An unidentified speaker at a meeting of the Senate Environment and Public Works Committee said the White House, not the Senate, is the primary obstacle to permitting reform, warning that the administration’s execution of federal law could derail bipartisan infrastructure measures.
The speaker told the committee, "If you want permitting reform, don't come to me. I'm not the problem. Don't come to Democrats in the senate... Don't bother chairman Capito and the Republicans. They're ready to go too," and later said, "The problem is in the White House. They are simply not executing the laws fairly, and the bias and injustice and illegality that they have already demonstrated have got to stop if we're gonna go forward."
Why it matters: The speaker tied concerns about enforcement to the fate of pending bipartisan legislation, asking whether work on a highway bill and a water resources bill for the Army Corps would need to stop if the administration does not implement laws as written. "Are we really gonna have to stop work on those big bipartisan bills because we can't trust the Trump administration to implement them according to law?" the speaker asked, framing the issue as a risk to multiple congressional priorities.
What was said and who was named: The speaker invoked support from Senate leadership, stating, "Leader Thune has been very supportive of our effort," and told listeners not to fault "Chairman Capito and the Republicans." The remarks repeatedly placed responsibility on the executive branch, accusing it of "illegal, false, unfair, and biased enforcement" of federal law.
No formal votes or motions were recorded in the provided transcript. The comments were framed as a critique of executive implementation rather than a description of any enacted change by the committee. The committee context: the remarks occurred during proceedings of the Senate Environment and Public Works Committee and referenced the committee by acronym (EPW) and by name.
The speaker did not identify themselves by full name or title in the provided transcript; attributions here follow the transcript’s labeling. The record does not include a response from the White House or from named committee members in the supplied segments. The committee’s next procedural steps were not stated in the transcript excerpts provided.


## EXERCISE
Report how many lines in the records below contain the word "Habitats". Nothing else belongs in the answer.

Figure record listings

⟨

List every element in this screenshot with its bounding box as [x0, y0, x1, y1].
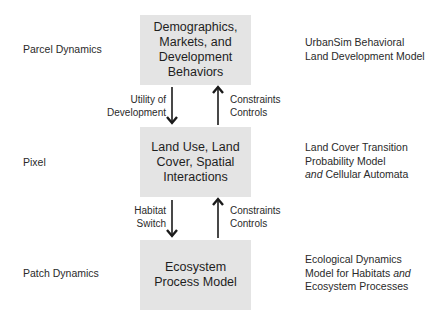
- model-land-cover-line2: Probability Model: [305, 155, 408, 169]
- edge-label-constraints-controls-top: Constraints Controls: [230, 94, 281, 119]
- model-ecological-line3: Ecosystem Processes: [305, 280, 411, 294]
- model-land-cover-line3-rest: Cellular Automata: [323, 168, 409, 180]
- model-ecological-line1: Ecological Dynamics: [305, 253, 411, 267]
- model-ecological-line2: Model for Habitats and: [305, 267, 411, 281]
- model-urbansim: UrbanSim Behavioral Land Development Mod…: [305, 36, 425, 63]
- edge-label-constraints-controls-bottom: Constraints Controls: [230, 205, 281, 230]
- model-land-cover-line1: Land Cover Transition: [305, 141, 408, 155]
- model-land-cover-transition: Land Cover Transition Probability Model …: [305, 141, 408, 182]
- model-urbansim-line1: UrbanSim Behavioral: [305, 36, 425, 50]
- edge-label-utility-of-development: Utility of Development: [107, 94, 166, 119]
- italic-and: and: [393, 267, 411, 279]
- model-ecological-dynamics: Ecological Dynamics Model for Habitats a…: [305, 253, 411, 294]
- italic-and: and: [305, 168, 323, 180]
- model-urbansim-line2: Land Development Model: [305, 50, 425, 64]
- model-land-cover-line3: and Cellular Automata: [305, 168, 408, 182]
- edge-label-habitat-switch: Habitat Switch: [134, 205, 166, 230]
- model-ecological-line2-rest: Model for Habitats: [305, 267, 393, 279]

⟩
⟨

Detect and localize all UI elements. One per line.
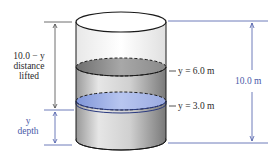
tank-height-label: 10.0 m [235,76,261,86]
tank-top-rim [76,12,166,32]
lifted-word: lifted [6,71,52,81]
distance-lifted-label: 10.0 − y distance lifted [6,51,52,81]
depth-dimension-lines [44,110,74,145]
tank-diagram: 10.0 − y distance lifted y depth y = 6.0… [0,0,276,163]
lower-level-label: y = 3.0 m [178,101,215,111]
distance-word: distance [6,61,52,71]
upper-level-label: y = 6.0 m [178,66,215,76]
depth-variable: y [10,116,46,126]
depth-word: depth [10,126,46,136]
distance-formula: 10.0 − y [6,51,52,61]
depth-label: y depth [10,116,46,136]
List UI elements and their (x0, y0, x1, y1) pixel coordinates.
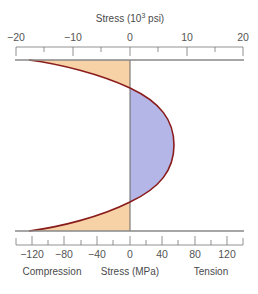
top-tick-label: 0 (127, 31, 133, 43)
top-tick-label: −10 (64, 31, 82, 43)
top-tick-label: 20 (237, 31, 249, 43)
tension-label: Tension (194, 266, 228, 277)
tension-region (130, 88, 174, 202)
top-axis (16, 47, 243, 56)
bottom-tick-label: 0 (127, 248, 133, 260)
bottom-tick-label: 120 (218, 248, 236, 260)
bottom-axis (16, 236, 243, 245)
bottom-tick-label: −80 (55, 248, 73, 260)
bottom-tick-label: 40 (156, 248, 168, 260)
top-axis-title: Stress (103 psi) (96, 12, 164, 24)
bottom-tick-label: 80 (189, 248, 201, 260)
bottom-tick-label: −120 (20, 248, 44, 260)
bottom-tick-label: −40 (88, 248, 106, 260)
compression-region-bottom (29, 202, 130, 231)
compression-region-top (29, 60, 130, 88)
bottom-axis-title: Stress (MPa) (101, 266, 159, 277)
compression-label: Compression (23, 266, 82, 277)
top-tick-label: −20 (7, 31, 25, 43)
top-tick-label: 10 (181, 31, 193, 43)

⟩

## SOLUTION FOR THIS TASK
3